The venue itself does half the work. The Azteca sits at around 2,200 metres above sea level, and the thin air punishes teams that try to press for 90 minutes without a rhythm. Mexico have built a knockout identity around it. They have never lost a World Cup match at the stadium across their previous meetings there, and only twice in nearly 90 competitive internationals at the ground have they been beaten. England know the place too well from history. Their last visit was the 1986 World Cup, the quarter-final that Diego Maradona settled with the Hand of God and then a goal that had nothing to do with his hand at all.

Aguirre’s spine carries a threat

This is not a Mexico side content to sit and defend, either. Aguirre lines up in a 4-3-3 built around captain Edson Alvarez, who returned from ankle surgery to anchor the midfield and remains the fitness question the whole campaign hinges on. Ahead of him, Raul Jimenez has rediscovered the physical, aerial edge that made him a Premier League handful, nodding in to double Mexico’s lead in the opening win over South Africa. Santiago Gimenez, the AC Milan forward, gives Aguirre a sharper, two-footed finisher to bring off the bench or start alongside him.

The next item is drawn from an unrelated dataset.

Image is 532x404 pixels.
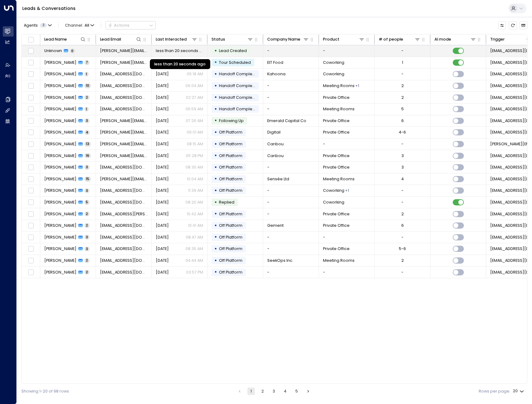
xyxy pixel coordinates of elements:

It is a front line with enough craft to test an England back four that has looked shaky when pulled around.

England arrive on a rescue act

Tuchel’s team are through, but not thanks to any great control. They opened Group L by beating Croatia 4-2, stumbled to a goalless draw with Ghana, then edged Panama 2-0 to finish top. The round-of-32 tie against DR Congo in Atlanta was heading towards a genuine upset until Harry Kane produced two late goals to force a 2-1 win. The captain is at his third World Cup with the armband, equalling Billy Wright’s old England record, and once again he is the man dragging the side out of trouble.

The concern for England is that the Azteca offers no soft landing for a team that starts slowly. Fall behind here, against a crowd this loud and an opponent this comfortable, and the altitude turns a chase into a slog.

The kickoff row that framed the week

The build-up has been dominated by a fight over the clock. With thunderstorms forecast for Mexico City in the late afternoon, and the memory of the Ecuador game being delayed an hour by lightning still fresh, the Mexican authorities pushed to move the match forward to a noon start. Aguirre wanted none of it, saying bluntly that he did not like the idea at all, and with both the Mexican federation and the English FA against the change, the original 6pm slot held. For Indian viewers that means an early start: kickoff lands at around 5:30am IST on Monday, so it is an alarm-clock game for anyone wanting to watch it live.

One World Cup meeting, sixty years ago

The two nations have met nine times down the years, but only once at a World Cup. That was 1966, when England beat Mexico 2-0 in the group stage on their way to the only major trophy they have ever lifted. Sixty years on, the stakes are different and the venue could hardly be less welcoming. Beat Mexico at the Azteca and England will have earned a quarter-final the hard way. Lose, and the questions about whether this side can win a knockout tie away from home will only get louder.